Author bookstore drop-ins
>> Monday, April 20, 2009
There's a great piece by bookseller Josie Leavitt on today's Publisher's Weekly ShelfTalker blog, in which she breaks down successful--and not so successful--strategies for authors to introduce themselves when popping in unannounced to a bookstore.
An example of a successful introduction:
I had been cleaning the middle grade section on a slow day, and in walks this stately woman. She offered her hand and said, “I’m Katherine Paterson.” I was star struck immediately, responding with the cool of a seasoned bookseller, “Wow, I just dusted your face.” Perhaps this sort of thing should be kept to oneself. Katherine had a good laugh over that one and I stopped blathering and showed her around the store.
And a not-so-successful introduction:
The sneak attack visit is my least favorite. This is when the author neither introduces themselves nor re-arranges. They come up to the counter and ask if you carry a certain book. So I look the book up and sometimes we have it and sometimes we don’t. I convey that information and then they say, “I’m the author.” Well, why didn’t you just say that upfront?
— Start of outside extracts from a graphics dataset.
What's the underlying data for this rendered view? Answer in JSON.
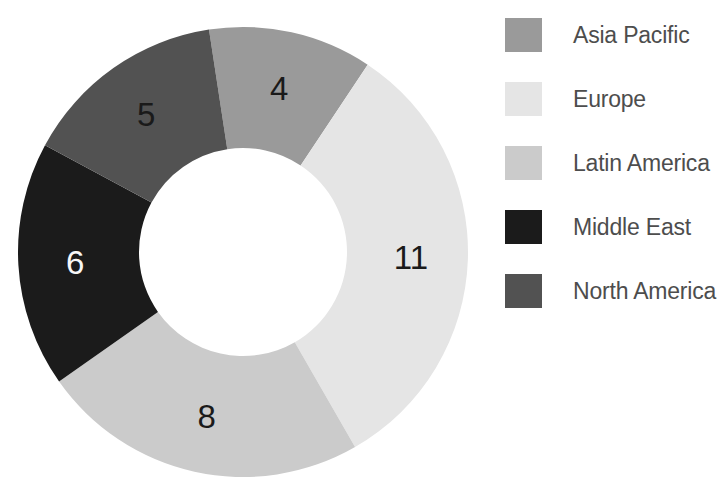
{
  "chart_data": {
    "type": "pie",
    "subtype": "donut",
    "title": "",
    "categories": [
      "Asia Pacific",
      "Europe",
      "Latin America",
      "Middle East",
      "North America"
    ],
    "values": [
      4,
      11,
      8,
      6,
      5
    ],
    "total": 34,
    "data_labels": [
      "4",
      "11",
      "8",
      "6",
      "5"
    ],
    "slice_colors": [
      "#9a9a9a",
      "#e5e5e5",
      "#cbcbcb",
      "#1b1b1b",
      "#525252"
    ],
    "data_label_colors": [
      "#1a1a1a",
      "#1a1a1a",
      "#1a1a1a",
      "#f7f7f7",
      "#1a1a1a"
    ],
    "start_angle_deg": -8.7,
    "direction": "clockwise",
    "inner_radius_ratio": 0.46,
    "grid": false,
    "legend_position": "right",
    "legend": {
      "text_color": "#4d4d4d",
      "items": [
        {
          "label": "Asia Pacific",
          "color": "#9a9a9a"
        },
        {
          "label": "Europe",
          "color": "#e5e5e5"
        },
        {
          "label": "Latin America",
          "color": "#cbcbcb"
        },
        {
          "label": "Middle East",
          "color": "#1b1b1b"
        },
        {
          "label": "North America",
          "color": "#525252"
        }
      ]
    }
  }
}
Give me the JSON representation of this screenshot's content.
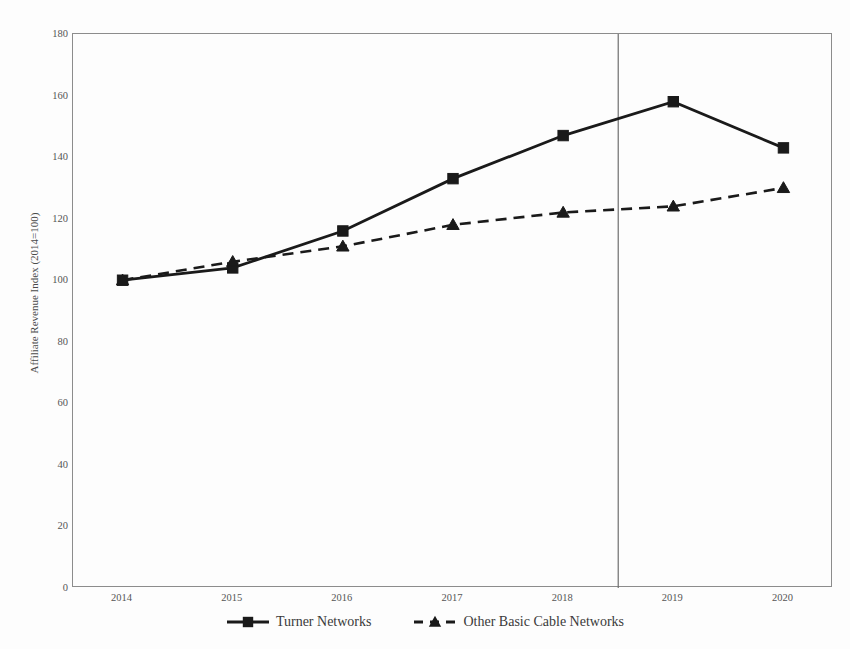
{
  "chart_data": {
    "type": "line",
    "title": "",
    "title_clipped_note": "title is cut off at top edge of screenshot",
    "xlabel": "",
    "ylabel": "Affiliate Revenue Index (2014=100)",
    "categories": [
      "2014",
      "2015",
      "2016",
      "2017",
      "2018",
      "2019",
      "2020"
    ],
    "x": [
      2014,
      2015,
      2016,
      2017,
      2018,
      2019,
      2020
    ],
    "xlim": [
      2013.55,
      2020.45
    ],
    "ylim": [
      0,
      180
    ],
    "yticks": [
      0,
      20,
      40,
      60,
      80,
      100,
      120,
      140,
      160,
      180
    ],
    "ytick_labels": [
      "0",
      "20",
      "40",
      "60",
      "80",
      "100",
      "120",
      "140",
      "160",
      "180"
    ],
    "grid": false,
    "legend_position": "bottom",
    "series": [
      {
        "name": "Turner Networks",
        "values": [
          100,
          104,
          116,
          133,
          147,
          158,
          143
        ],
        "line_style": "solid",
        "marker": "square",
        "color": "#1a1a1a"
      },
      {
        "name": "Other Basic Cable Networks",
        "values": [
          100,
          106,
          111,
          118,
          122,
          124,
          130
        ],
        "line_style": "dashed",
        "marker": "triangle",
        "color": "#1a1a1a"
      }
    ],
    "annotations": [
      {
        "type": "vertical-line",
        "name": "merger-divider-line",
        "x": 2018.5,
        "label": ""
      }
    ],
    "colors": {
      "axis": "#8c8c8c",
      "series": "#1a1a1a",
      "divider": "#6e6e6e",
      "text": "#4a4a4a",
      "background": "#fdfdfd"
    }
  }
}
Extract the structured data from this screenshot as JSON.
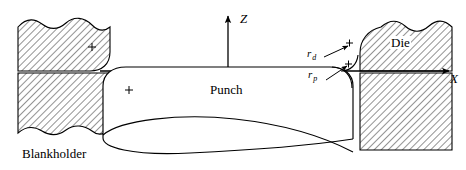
{
  "figure": {
    "type": "engineering-schematic",
    "background_color": "#ffffff",
    "line_color": "#000000",
    "hatch_color": "#000000",
    "width": 466,
    "height": 170
  },
  "axes": {
    "z_label": "Z",
    "x_label": "X",
    "origin_x": 228,
    "origin_y": 71,
    "z_tip_y": 14,
    "x_tip_x": 447
  },
  "parts": {
    "punch_label": "Punch",
    "die_label": "Die",
    "blankholder_label": "Blankholder"
  },
  "annotations": {
    "die_radius_symbol": "r",
    "die_radius_subscript": "d",
    "punch_radius_symbol": "r",
    "punch_radius_subscript": "p"
  },
  "center_marks": {
    "glyph": "+",
    "count": 4
  }
}
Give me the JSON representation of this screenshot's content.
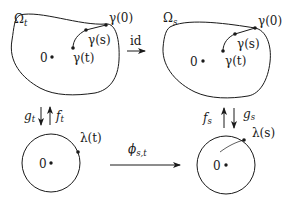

This way, it’s just awkward all around. I’m put on the spot and the author is being disingenuous.
Which puts me in mind of a story that became legendary at the bookstore where I worked during grad school. A self-published author pulled a sneak attack like the one Josie describes in one of our sister stores in Memphis, and was rebuffed--mostly because of his approach. A few years later, he became a HUGE BESTSELLING author (the Memphis locale will give his identity away to some), but never scheduled his hometown signings at our sister store--Memphis's biggest and best indie bookstore--choosing instead, out of spite for being sent away, one of the big box chain stores in town for all his events.
Had he approached the booksellers in a less tricky way, they probably would have carried his book, and everyone would have been happy. Instead, the whole thing created bad blood that took many, many years to dissipate.
Read Josie's whole column here.
1 comments:
Oy. This is good stuff to know -- I've only done a couple of drop-in visits, but being as geektastic as I am, I am just awkward and too nervous to just wander up and say, "I'm here! I'm here! Love me!" On the other hand, it's nice to know that's kind of what's expected.